Published via CI/CD with Sigstore attestation (predicate: https://slsa.dev/provenance/v1). This is the strongest supply chain integrity signal.
v1.0.8
2 findingsThis version was published by a different npm account than previous versions on 2025-12-12. This could indicate a legitimate maintainer transition or an account compromise.

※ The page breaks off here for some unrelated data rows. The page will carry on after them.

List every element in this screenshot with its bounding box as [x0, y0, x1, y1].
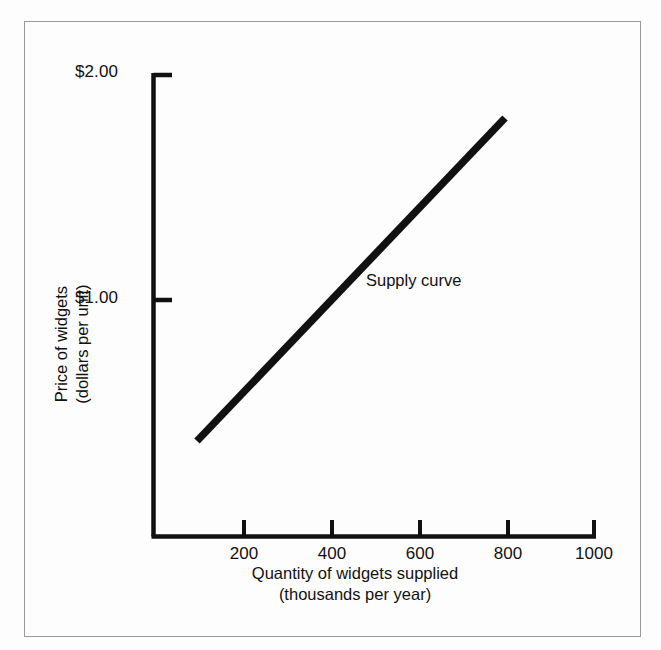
- xtick-label-600: 600: [390, 544, 450, 564]
- y-axis-title-line-2: (dollars per unit): [73, 242, 94, 447]
- y-axis-title-line-1: Price of widgets: [51, 242, 72, 447]
- x-axis-title-line-2: (thousands per year): [155, 584, 555, 605]
- supply-curve-annotation: Supply curve: [366, 271, 461, 290]
- x-axis-title: Quantity of widgets supplied (thousands …: [155, 563, 555, 605]
- xtick-label-1000: 1000: [564, 544, 624, 564]
- ytick-label-2: $2.00: [28, 62, 118, 82]
- xtick-label-200: 200: [214, 544, 274, 564]
- y-axis-title: Price of widgets (dollars per unit): [51, 242, 93, 447]
- xtick-label-800: 800: [478, 544, 538, 564]
- xtick-label-400: 400: [302, 544, 362, 564]
- figure-plate: $2.00 $1.00 200 400 600 800 1000 Quantit…: [0, 0, 661, 650]
- x-axis-title-line-1: Quantity of widgets supplied: [155, 563, 555, 584]
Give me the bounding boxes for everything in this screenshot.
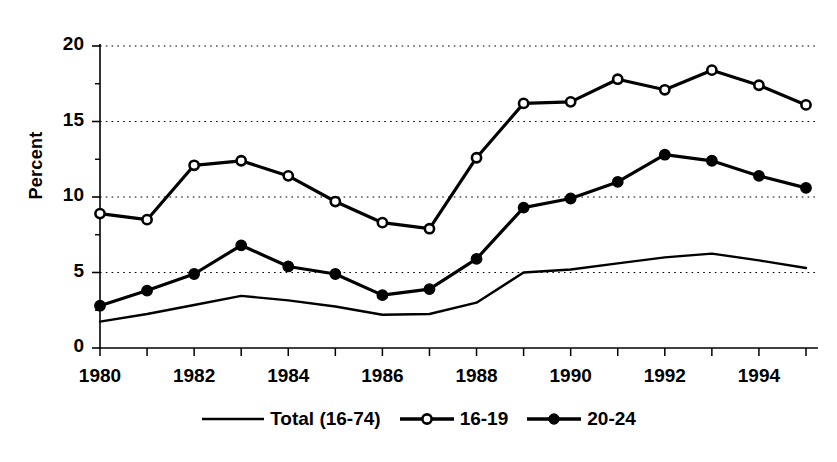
legend-item: 20-24 (526, 408, 636, 430)
axes (92, 44, 818, 356)
data-point (330, 269, 340, 279)
legend-label: Total (16-74) (270, 408, 381, 430)
data-point (707, 66, 716, 75)
chart-legend: Total (16-74)16-1920-24 (0, 408, 837, 430)
data-point (331, 197, 340, 206)
data-point (801, 183, 811, 193)
data-point (472, 153, 481, 162)
data-point (142, 285, 152, 295)
data-point (424, 284, 434, 294)
data-point (754, 81, 763, 90)
data-point (660, 85, 669, 94)
data-point (565, 193, 575, 203)
data-point (471, 254, 481, 264)
data-point (236, 240, 246, 250)
data-point (237, 156, 246, 165)
series-16-19 (95, 66, 810, 234)
data-point (519, 99, 528, 108)
legend-filled-circle-icon (549, 414, 559, 424)
series-total-16-74 (100, 254, 806, 322)
legend-label: 16-19 (460, 408, 509, 430)
data-point (284, 171, 293, 180)
data-point (378, 218, 387, 227)
legend-marker-swatch (399, 410, 455, 428)
data-point (95, 209, 104, 218)
legend-label: 20-24 (587, 408, 636, 430)
data-point (707, 156, 717, 166)
data-point (566, 97, 575, 106)
legend-line-swatch (201, 410, 265, 428)
data-point (613, 177, 623, 187)
legend-open-circle-icon (422, 414, 431, 423)
data-point (142, 215, 151, 224)
data-point (518, 202, 528, 212)
data-point (613, 75, 622, 84)
data-point (283, 261, 293, 271)
series-20-24 (95, 150, 811, 311)
series-line (100, 70, 806, 229)
data-point (660, 150, 670, 160)
legend-item: Total (16-74) (201, 408, 381, 430)
legend-item: 16-19 (399, 408, 509, 430)
data-point (425, 224, 434, 233)
data-point (95, 301, 105, 311)
legend-marker-swatch (526, 410, 582, 428)
data-point (377, 290, 387, 300)
data-point (190, 161, 199, 170)
series-line (100, 254, 806, 322)
data-point (754, 171, 764, 181)
unemployment-rate-line-chart: Percent 05101520 19801982198419861988199… (0, 0, 837, 462)
plot-area (0, 0, 837, 462)
series-line (100, 155, 806, 306)
data-point (189, 269, 199, 279)
data-point (801, 100, 810, 109)
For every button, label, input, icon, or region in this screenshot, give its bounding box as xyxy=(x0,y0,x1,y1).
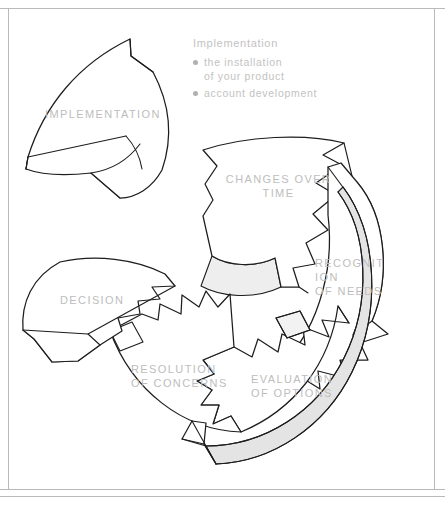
diagram-page: IMPLEMENTATION CHANGES OVER TIME RECOGNI… xyxy=(0,0,445,505)
callout-item-text: account development xyxy=(204,86,317,100)
callout-title: Implementation xyxy=(193,36,353,51)
bullet-icon xyxy=(193,60,198,65)
segment-shape-implementation xyxy=(26,39,168,198)
callout-list-item: the installation of your product xyxy=(193,55,353,83)
callout-item-text: the installation of your product xyxy=(204,55,285,83)
bullet-icon xyxy=(193,91,198,96)
implementation-callout: Implementation the installation of your … xyxy=(193,36,353,103)
callout-list-item: account development xyxy=(193,86,353,100)
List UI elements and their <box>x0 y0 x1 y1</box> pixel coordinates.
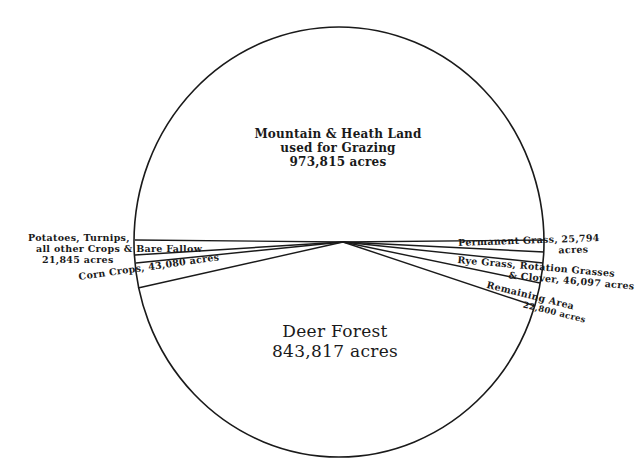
label-deer-line1: Deer Forest <box>250 322 420 342</box>
label-deer-forest: Deer Forest 843,817 acres <box>250 322 420 361</box>
label-mountain-line2: used for Grazing <box>238 142 438 156</box>
label-deer-line2: 843,817 acres <box>250 342 420 362</box>
label-mountain: Mountain & Heath Land used for Grazing 9… <box>238 128 438 169</box>
label-mountain-line3: 973,815 acres <box>238 156 438 170</box>
label-mountain-line1: Mountain & Heath Land <box>238 128 438 142</box>
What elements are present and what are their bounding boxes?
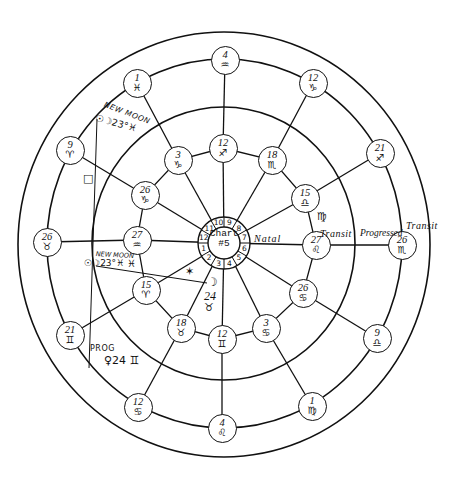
outer-cusp-node: 4♌ [208, 414, 237, 443]
zodiac-sign-icon: ♈ [142, 290, 151, 300]
square-aspect-icon: □ [83, 172, 93, 185]
natal-cusp-node: 12♐ [209, 134, 238, 163]
prog-venus-value: ♀24 ♊ [104, 354, 139, 367]
natal-cusp-node: 12♊ [208, 325, 237, 354]
house-number: 5 [236, 253, 241, 262]
natal-cusp-node: 15♎ [291, 184, 320, 213]
zodiac-sign-icon: ♏ [398, 245, 407, 255]
zodiac-sign-icon: ♓ [133, 83, 142, 93]
house-number: 7 [242, 233, 247, 242]
zodiac-sign-icon: ♒ [221, 60, 230, 70]
zodiac-sign-icon: ♒ [133, 240, 142, 250]
natal-cusp-node: 3♑ [164, 146, 193, 175]
ring-label-transit-outer: Transit [406, 220, 438, 231]
zodiac-sign-icon: ♌ [218, 428, 227, 438]
outer-cusp-node: 4♒ [211, 46, 240, 75]
outer-cusp-node: 12♋ [124, 393, 153, 422]
house-number: 4 [227, 259, 232, 268]
ring-label-transit-inner: Transit [320, 228, 352, 239]
natal-cusp-node: 26♋ [289, 279, 318, 308]
chart-title: Chart #5 [207, 229, 241, 249]
prog-title: PROG [90, 344, 115, 353]
zodiac-sign-icon: ♎ [373, 338, 382, 348]
house-number: 6 [242, 244, 247, 253]
astrology-chart: 1 2 3 4 5 6 7 8 9 10 11 12 Chart #5 27♒ … [0, 0, 467, 485]
zodiac-sign-icon: ♋ [262, 328, 271, 338]
zodiac-sign-icon: ♎ [301, 198, 310, 208]
new-moon-lower-value: ☉☽23°♓ [84, 258, 124, 268]
house-number: 1 [201, 244, 206, 253]
outer-cusp-node: 9♈ [56, 136, 85, 165]
zodiac-sign-icon: ♋ [299, 293, 308, 303]
sextile-aspect-icon: ✶ [185, 265, 194, 278]
new-moon-marker-line [89, 119, 97, 368]
zodiac-sign-icon: ♐ [376, 153, 385, 163]
outer-cusp-node: 21♐ [366, 139, 395, 168]
natal-cusp-node: 15♈ [132, 276, 161, 305]
ring-label-progressed: Progressed [360, 228, 403, 238]
zodiac-sign-icon: ♍ [308, 406, 317, 416]
zodiac-sign-icon: ♊ [66, 335, 75, 345]
natal-cusp-node: 18♏ [258, 146, 287, 175]
zodiac-sign-icon: ♊ [218, 339, 227, 349]
outer-cusp-node: 26♉ [33, 228, 62, 257]
outer-cusp-node: 1♓ [123, 69, 152, 98]
moon-sign-icon: ♉ [204, 301, 214, 314]
chart-title-line2: #5 [207, 239, 241, 249]
natal-cusp-node: 27♒ [123, 226, 152, 255]
house-number: 9 [227, 218, 232, 227]
outer-cusp-node: 21♊ [56, 321, 85, 350]
zodiac-sign-icon: ♉ [43, 242, 52, 252]
outer-cusp-node: 12♑ [299, 69, 328, 98]
moon-icon: ☽ [207, 275, 218, 289]
zodiac-sign-icon: ♌ [312, 245, 321, 255]
outer-cusp-node: 9♎ [363, 324, 392, 353]
zodiac-sign-icon: ♈ [66, 150, 75, 160]
house-number: 10 [214, 218, 224, 227]
house-number: 2 [207, 253, 212, 262]
natal-cusp-node: 18♉ [167, 314, 196, 343]
zodiac-sign-icon: ♐ [219, 148, 228, 158]
house-number: 3 [216, 259, 221, 268]
zodiac-sign-icon: ♑ [141, 195, 150, 205]
natal-cusp-node: 26♑ [131, 181, 160, 210]
ring-label-natal: Natal [254, 233, 281, 244]
zodiac-sign-icon: ♏ [268, 160, 277, 170]
zodiac-sign-icon: ♉ [177, 328, 186, 338]
outer-cusp-node: 1♍ [298, 392, 327, 421]
zodiac-sign-icon: ♑ [309, 83, 318, 93]
intercepted-virgo-icon: ♍ [317, 210, 327, 223]
zodiac-sign-icon: ♋ [134, 407, 143, 417]
natal-cusp-node: 3♋ [252, 314, 281, 343]
zodiac-sign-icon: ♑ [174, 160, 183, 170]
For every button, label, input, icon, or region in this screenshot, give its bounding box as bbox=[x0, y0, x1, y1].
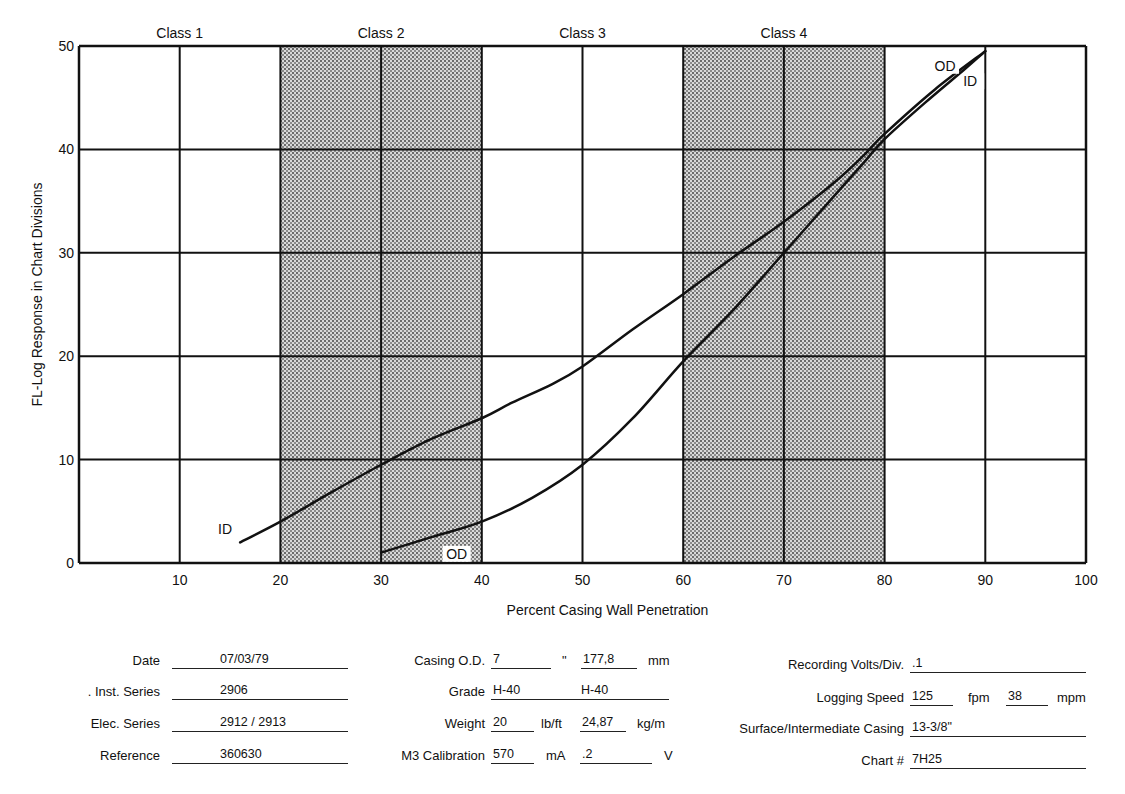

Published via CI/CD with Sigstore attestation (predicate: https://slsa.dev/provenance/v1). This is the strongest supply chain integrity signal.
v1.0.7
1 findingPackage was published without Sigstore provenance. Consider requesting the maintainer enable provenance via CI/CD.
v1.0.6
1 findingPackage was published without Sigstore provenance. Consider requesting the maintainer enable provenance via CI/CD.
v1.0.5
1 findingPackage was published without Sigstore provenance. Consider requesting the maintainer enable provenance via CI/CD.
v1.0.4
1 findingPackage was published without Sigstore provenance. Consider requesting the maintainer enable provenance via CI/CD.
v1.0.3
1 findingPackage was published without Sigstore provenance. Consider requesting the maintainer enable provenance via CI/CD.
v1.0.2
1 findingPackage was published without Sigstore provenance. Consider requesting the maintainer enable provenance via CI/CD.
v1.0.1
1 findingPackage was published without Sigstore provenance. Only ~12% of npm packages have provenance, so this is common but not ideal.
v1.0.0
1 findingPackage was published without Sigstore provenance. Only ~12% of npm packages have provenance, so this is common but not ideal.